This project has been created as part of the 42 curriculum by bddkalle.
Minishell is a small, simplified shell implementation aiming to reproduce the behavior of a UNIX shell interpreter as realistically as possible. The project covers tokenizing, parsing, pipelines (pipes), redirections (including heredoc), builtin commands, environment handling and basic signal management. Minishell was developed as part of the 42 curriculum and is intended to provide deep, hands-on understanding of process control, file descriptors, signals and shell parsing.
- Basic Bash-compatible input parsing and syntax.
- Pipes:
cmd1 | cmd2 | cmd3. - Redirections:
- Output:
>and>> - Input:
< - Heredoc:
<<
- Output:
- Environment variable expansion using
$VAR. - Builtins (executed without forking):
cd,echo,pwd,export,unset,env,exit. - Signal handling comparable to interactive Bash (
SIGINT/Ctrl-C behavior, ignoringSIGQUITin interactive mode, etc.). - Error handling for syntax errors, command-not-found, access/permission errors.
- Command execution pipeline implemented with
fork,execve,dup2, andpipe.
IMPORTANT: This project depends on
libftas a Git submodule. Clone with submodules to ensurelibftis present.
- Clone the repository (with submodules):
git clone --recurse-submodules https://github.com/bddkalle/minishell.git
cd minishellIf you already cloned without submodules, fetch them afterwards:
git submodule update --init --recursive- Compile the project:
makeThis produces the minishell binary in the repository root.
- Run the shell:
./minishellExample commands to try inside the shell:
echo "Hello World"
ls -l | grep minishell
export TEST=42
echo $TEST
cat < input.txt | grep foo > out.txtminishell/
├── src/
│ ├── lexer/ # Tokenizing input → tokens
│ ├── parser/ # Build AST, check syntax
│ ├── exec/ # Pipelines, redirections, FD management
│ ├── builtins/ # cd, echo, export, ...
│ ├── env/ # Environment management
│ └── signals/ # Signal handlers (interactive behavior)
├── libft/ # Submodule – utility functions
├── includes/ # Headers (data structures, APIs)
├── Makefile
└── minishell.c
- Tokenizer: Splits the input string into meaningful tokens (words, pipes, redirections, quotes).
- Parser / AST: Builds an internal representation of the command chain, validates syntax and prepares execution structures.
- Executor: Constructs the pipeline, creates child processes, duplicates file descriptors (
dup2), opens redirections and invokesexecve(). - Builtins without fork: Certain builtins must run in the parent process so they can change the environment (e.g.
cd,export). - Signals: Adjusted behavior for interactive mode to match common shell expectations.
- Build a debug binary with additional logging:
make debug
./minishell- Memory leak checks on macOS:
leaks --atExit -- ./minishell- Memory leak checks on Linux (e.g. WSL):
valgrind --leak-check=full ./minishell- For behavioral comparison, test against Bash for various use cases.
- Do not use
system(). - Correct handling of signals (
SIGINT,SIGQUIT). - Correct exit statuses.
- Proper handling of single and double quotes.
- Correct pipe handling.
- Correct redirection handling (>, >>, <, <<).
- Implement builtins and
$?expansion. - Leak-free implementation.
Classic references and documentation useful for this project:
- POSIX and Shell specifications (man pages:
sh,bash,execve(2),dup2(2),pipe(2)). - The GNU Bash Reference Manual — for expected interactive behavior and conventions.
Advanced Programming in the UNIX Environment(Stevens) — chapters on processes and I/O.- Valgrind documentation — for memory leak detection.
- Tutorials and articles on shell parsing, tokenization and implementing toy shells.
- This README was translated and edited using an AI assistant to produce a clear English version and to ensure the README meets the 42 README requirements. The AI was used only for the README text (translation, restructuring, and wording). No project source code was generated or modified by AI — the implementation and logic remain the author's work.
This project follows the licensing terms of the 42 curriculum. Optionally, an open-source license (e.g. MIT) may be added by the author.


Task instructions: With the pictures omitted, transcribe each line below exactly as it is.

Data supplied:
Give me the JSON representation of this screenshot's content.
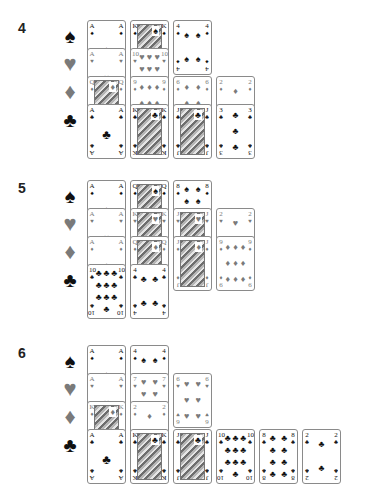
{
  "suits": [
    {
      "name": "spades",
      "glyph": "♠",
      "color": "black"
    },
    {
      "name": "hearts",
      "glyph": "♥",
      "color": "red"
    },
    {
      "name": "diamonds",
      "glyph": "♦",
      "color": "red"
    },
    {
      "name": "clubs",
      "glyph": "♣",
      "color": "black"
    }
  ],
  "colors": {
    "black": "#111111",
    "red_suit_gray": "#7a7a7a",
    "card_border": "#8a8a8a"
  },
  "sections": [
    {
      "label": "4",
      "rows": {
        "spades": [
          {
            "rank": "A"
          },
          {
            "rank": "K"
          },
          {
            "rank": "4"
          }
        ],
        "hearts": [
          {
            "rank": "A"
          },
          {
            "rank": "10"
          }
        ],
        "diamonds": [
          {
            "rank": "Q"
          },
          {
            "rank": "9"
          },
          {
            "rank": "6"
          },
          {
            "rank": "2"
          }
        ],
        "clubs": [
          {
            "rank": "A"
          },
          {
            "rank": "K"
          },
          {
            "rank": "J"
          },
          {
            "rank": "3"
          }
        ]
      }
    },
    {
      "label": "5",
      "rows": {
        "spades": [
          {
            "rank": "A"
          },
          {
            "rank": "Q"
          },
          {
            "rank": "8"
          }
        ],
        "hearts": [
          {
            "rank": "A"
          },
          {
            "rank": "K"
          },
          {
            "rank": "J"
          },
          {
            "rank": "2"
          }
        ],
        "diamonds": [
          {
            "rank": "A"
          },
          {
            "rank": "Q"
          },
          {
            "rank": "J"
          },
          {
            "rank": "9"
          }
        ],
        "clubs": [
          {
            "rank": "10"
          },
          {
            "rank": "4"
          }
        ]
      }
    },
    {
      "label": "6",
      "rows": {
        "spades": [
          {
            "rank": "A"
          },
          {
            "rank": "4"
          }
        ],
        "hearts": [
          {
            "rank": "A"
          },
          {
            "rank": "7"
          },
          {
            "rank": "6"
          }
        ],
        "diamonds": [
          {
            "rank": "K"
          },
          {
            "rank": "2"
          }
        ],
        "clubs": [
          {
            "rank": "A"
          },
          {
            "rank": "K"
          },
          {
            "rank": "J"
          },
          {
            "rank": "10"
          },
          {
            "rank": "8"
          },
          {
            "rank": "2"
          }
        ]
      }
    }
  ]
}
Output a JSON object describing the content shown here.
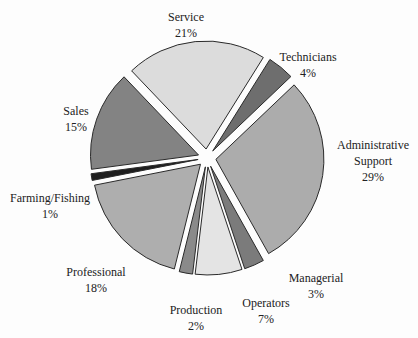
{
  "chart_data": {
    "type": "pie",
    "title": "",
    "exploded": true,
    "center": [
      207,
      158
    ],
    "radius": 108,
    "start_angle_deg": 32,
    "slices": [
      {
        "label": "Technicians",
        "pct_label": "4%",
        "value": 4,
        "color": "#6e6e6e",
        "label_pos": [
          262,
          55
        ]
      },
      {
        "label": "Administrative Support",
        "label_line1": "Administrative",
        "label_line2": "Support",
        "pct_label": "29%",
        "value": 29,
        "color": "#acacac",
        "label_pos": [
          373,
          143
        ]
      },
      {
        "label": "Managerial",
        "pct_label": "3%",
        "value": 3,
        "color": "#7b7b7b",
        "label_pos": [
          316,
          272
        ]
      },
      {
        "label": "Operators",
        "pct_label": "7%",
        "value": 7,
        "color": "#e4e4e4",
        "label_pos": [
          266,
          302
        ]
      },
      {
        "label": "Production",
        "pct_label": "2%",
        "value": 2,
        "color": "#8a8a8a",
        "label_pos": [
          196,
          306
        ]
      },
      {
        "label": "Professional",
        "pct_label": "18%",
        "value": 18,
        "color": "#aeaeae",
        "label_pos": [
          96,
          267
        ]
      },
      {
        "label": "Farming/Fishing",
        "pct_label": "1%",
        "value": 1,
        "color": "#1e1e1e",
        "label_pos": [
          50,
          196
        ]
      },
      {
        "label": "Sales",
        "pct_label": "15%",
        "value": 15,
        "color": "#838383",
        "label_pos": [
          72,
          105
        ]
      },
      {
        "label": "Service",
        "pct_label": "21%",
        "value": 21,
        "color": "#dcdcdc",
        "label_pos": [
          186,
          12
        ]
      }
    ]
  },
  "labels": {
    "service": {
      "name": "Service",
      "pct": "21%"
    },
    "technicians": {
      "name": "Technicians",
      "pct": "4%"
    },
    "admin": {
      "name1": "Administrative",
      "name2": "Support",
      "pct": "29%"
    },
    "sales": {
      "name": "Sales",
      "pct": "15%"
    },
    "farming": {
      "name": "Farming/Fishing",
      "pct": "1%"
    },
    "professional": {
      "name": "Professional",
      "pct": "18%"
    },
    "production": {
      "name": "Production",
      "pct": "2%"
    },
    "operators": {
      "name": "Operators",
      "pct": "7%"
    },
    "managerial": {
      "name": "Managerial",
      "pct": "3%"
    }
  }
}
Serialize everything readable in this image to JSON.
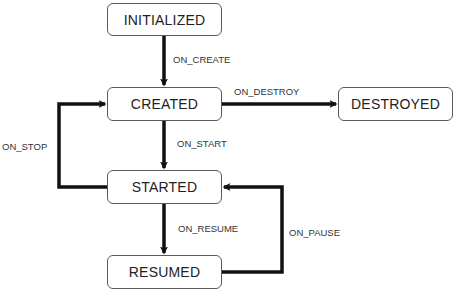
{
  "diagram": {
    "type": "state-machine",
    "colors": {
      "line": "#111111",
      "box_border": "#5a5a5a",
      "text": "#222222",
      "background": "#ffffff"
    },
    "states": {
      "initialized": "INITIALIZED",
      "created": "CREATED",
      "destroyed": "DESTROYED",
      "started": "STARTED",
      "resumed": "RESUMED"
    },
    "transitions": {
      "on_create": "ON_CREATE",
      "on_destroy": "ON_DESTROY",
      "on_start": "ON_START",
      "on_stop": "ON_STOP",
      "on_resume": "ON_RESUME",
      "on_pause": "ON_PAUSE"
    },
    "edges": [
      {
        "from": "INITIALIZED",
        "to": "CREATED",
        "label": "ON_CREATE"
      },
      {
        "from": "CREATED",
        "to": "DESTROYED",
        "label": "ON_DESTROY"
      },
      {
        "from": "CREATED",
        "to": "STARTED",
        "label": "ON_START"
      },
      {
        "from": "STARTED",
        "to": "CREATED",
        "label": "ON_STOP"
      },
      {
        "from": "STARTED",
        "to": "RESUMED",
        "label": "ON_RESUME"
      },
      {
        "from": "RESUMED",
        "to": "STARTED",
        "label": "ON_PAUSE"
      }
    ]
  }
}
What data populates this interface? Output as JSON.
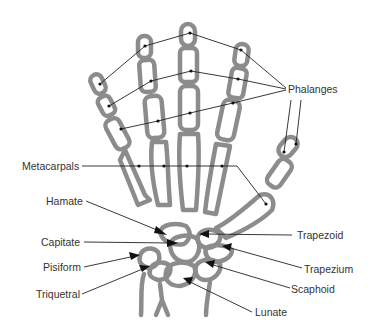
{
  "diagram": {
    "labels": {
      "phalanges": "Phalanges",
      "metacarpals": "Metacarpals",
      "hamate": "Hamate",
      "capitate": "Capitate",
      "pisiform": "Pisiform",
      "triquetral": "Triquetral",
      "trapezoid": "Trapezoid",
      "trapezium": "Trapezium",
      "scaphoid": "Scaphoid",
      "lunate": "Lunate"
    },
    "colors": {
      "bone_outline": "#8c8c8c",
      "leader_line": "#222222",
      "text": "#333333",
      "background": "#ffffff"
    }
  }
}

Response to the exercise:
Give me the JSON representation of this screenshot's content.
{
  "suits": [
    {
      "name": "spades",
      "glyph": "♠",
      "color": "black"
    },
    {
      "name": "hearts",
      "glyph": "♥",
      "color": "red"
    },
    {
      "name": "diamonds",
      "glyph": "♦",
      "color": "red"
    },
    {
      "name": "clubs",
      "glyph": "♣",
      "color": "black"
    }
  ],
  "colors": {
    "black": "#111111",
    "red_suit_gray": "#7a7a7a",
    "card_border": "#8a8a8a"
  },
  "sections": [
    {
      "label": "4",
      "rows": {
        "spades": [
          {
            "rank": "A"
          },
          {
            "rank": "K"
          },
          {
            "rank": "4"
          }
        ],
        "hearts": [
          {
            "rank": "A"
          },
          {
            "rank": "10"
          }
        ],
        "diamonds": [
          {
            "rank": "Q"
          },
          {
            "rank": "9"
          },
          {
            "rank": "6"
          },
          {
            "rank": "2"
          }
        ],
        "clubs": [
          {
            "rank": "A"
          },
          {
            "rank": "K"
          },
          {
            "rank": "J"
          },
          {
            "rank": "3"
          }
        ]
      }
    },
    {
      "label": "5",
      "rows": {
        "spades": [
          {
            "rank": "A"
          },
          {
            "rank": "Q"
          },
          {
            "rank": "8"
          }
        ],
        "hearts": [
          {
            "rank": "A"
          },
          {
            "rank": "K"
          },
          {
            "rank": "J"
          },
          {
            "rank": "2"
          }
        ],
        "diamonds": [
          {
            "rank": "A"
          },
          {
            "rank": "Q"
          },
          {
            "rank": "J"
          },
          {
            "rank": "9"
          }
        ],
        "clubs": [
          {
            "rank": "10"
          },
          {
            "rank": "4"
          }
        ]
      }
    },
    {
      "label": "6",
      "rows": {
        "spades": [
          {
            "rank": "A"
          },
          {
            "rank": "4"
          }
        ],
        "hearts": [
          {
            "rank": "A"
          },
          {
            "rank": "7"
          },
          {
            "rank": "6"
          }
        ],
        "diamonds": [
          {
            "rank": "K"
          },
          {
            "rank": "2"
          }
        ],
        "clubs": [
          {
            "rank": "A"
          },
          {
            "rank": "K"
          },
          {
            "rank": "J"
          },
          {
            "rank": "10"
          },
          {
            "rank": "8"
          },
          {
            "rank": "2"
          }
        ]
      }
    }
  ]
}
Output a JSON object describing the content shown here.
{
  "chart_data": {
    "type": "pie",
    "title": "",
    "exploded": true,
    "center": [
      207,
      158
    ],
    "radius": 108,
    "start_angle_deg": 32,
    "slices": [
      {
        "label": "Technicians",
        "pct_label": "4%",
        "value": 4,
        "color": "#6e6e6e",
        "label_pos": [
          262,
          55
        ]
      },
      {
        "label": "Administrative Support",
        "label_line1": "Administrative",
        "label_line2": "Support",
        "pct_label": "29%",
        "value": 29,
        "color": "#acacac",
        "label_pos": [
          373,
          143
        ]
      },
      {
        "label": "Managerial",
        "pct_label": "3%",
        "value": 3,
        "color": "#7b7b7b",
        "label_pos": [
          316,
          272
        ]
      },
      {
        "label": "Operators",
        "pct_label": "7%",
        "value": 7,
        "color": "#e4e4e4",
        "label_pos": [
          266,
          302
        ]
      },
      {
        "label": "Production",
        "pct_label": "2%",
        "value": 2,
        "color": "#8a8a8a",
        "label_pos": [
          196,
          306
        ]
      },
      {
        "label": "Professional",
        "pct_label": "18%",
        "value": 18,
        "color": "#aeaeae",
        "label_pos": [
          96,
          267
        ]
      },
      {
        "label": "Farming/Fishing",
        "pct_label": "1%",
        "value": 1,
        "color": "#1e1e1e",
        "label_pos": [
          50,
          196
        ]
      },
      {
        "label": "Sales",
        "pct_label": "15%",
        "value": 15,
        "color": "#838383",
        "label_pos": [
          72,
          105
        ]
      },
      {
        "label": "Service",
        "pct_label": "21%",
        "value": 21,
        "color": "#dcdcdc",
        "label_pos": [
          186,
          12
        ]
      }
    ]
  },
  "labels": {
    "service": {
      "name": "Service",
      "pct": "21%"
    },
    "technicians": {
      "name": "Technicians",
      "pct": "4%"
    },
    "admin": {
      "name1": "Administrative",
      "name2": "Support",
      "pct": "29%"
    },
    "sales": {
      "name": "Sales",
      "pct": "15%"
    },
    "farming": {
      "name": "Farming/Fishing",
      "pct": "1%"
    },
    "professional": {
      "name": "Professional",
      "pct": "18%"
    },
    "production": {
      "name": "Production",
      "pct": "2%"
    },
    "operators": {
      "name": "Operators",
      "pct": "7%"
    },
    "managerial": {
      "name": "Managerial",
      "pct": "3%"
    }
  }
}
Serialize everything readable in this image to JSON.
{
  "diagram": {
    "type": "state-machine",
    "colors": {
      "line": "#111111",
      "box_border": "#5a5a5a",
      "text": "#222222",
      "background": "#ffffff"
    },
    "states": {
      "initialized": "INITIALIZED",
      "created": "CREATED",
      "destroyed": "DESTROYED",
      "started": "STARTED",
      "resumed": "RESUMED"
    },
    "transitions": {
      "on_create": "ON_CREATE",
      "on_destroy": "ON_DESTROY",
      "on_start": "ON_START",
      "on_stop": "ON_STOP",
      "on_resume": "ON_RESUME",
      "on_pause": "ON_PAUSE"
    },
    "edges": [
      {
        "from": "INITIALIZED",
        "to": "CREATED",
        "label": "ON_CREATE"
      },
      {
        "from": "CREATED",
        "to": "DESTROYED",
        "label": "ON_DESTROY"
      },
      {
        "from": "CREATED",
        "to": "STARTED",
        "label": "ON_START"
      },
      {
        "from": "STARTED",
        "to": "CREATED",
        "label": "ON_STOP"
      },
      {
        "from": "STARTED",
        "to": "RESUMED",
        "label": "ON_RESUME"
      },
      {
        "from": "RESUMED",
        "to": "STARTED",
        "label": "ON_PAUSE"
      }
    ]
  }
}
What data populates this interface? Output as JSON.
{
  "diagram": {
    "labels": {
      "phalanges": "Phalanges",
      "metacarpals": "Metacarpals",
      "hamate": "Hamate",
      "capitate": "Capitate",
      "pisiform": "Pisiform",
      "triquetral": "Triquetral",
      "trapezoid": "Trapezoid",
      "trapezium": "Trapezium",
      "scaphoid": "Scaphoid",
      "lunate": "Lunate"
    },
    "colors": {
      "bone_outline": "#8c8c8c",
      "leader_line": "#222222",
      "text": "#333333",
      "background": "#ffffff"
    }
  }
}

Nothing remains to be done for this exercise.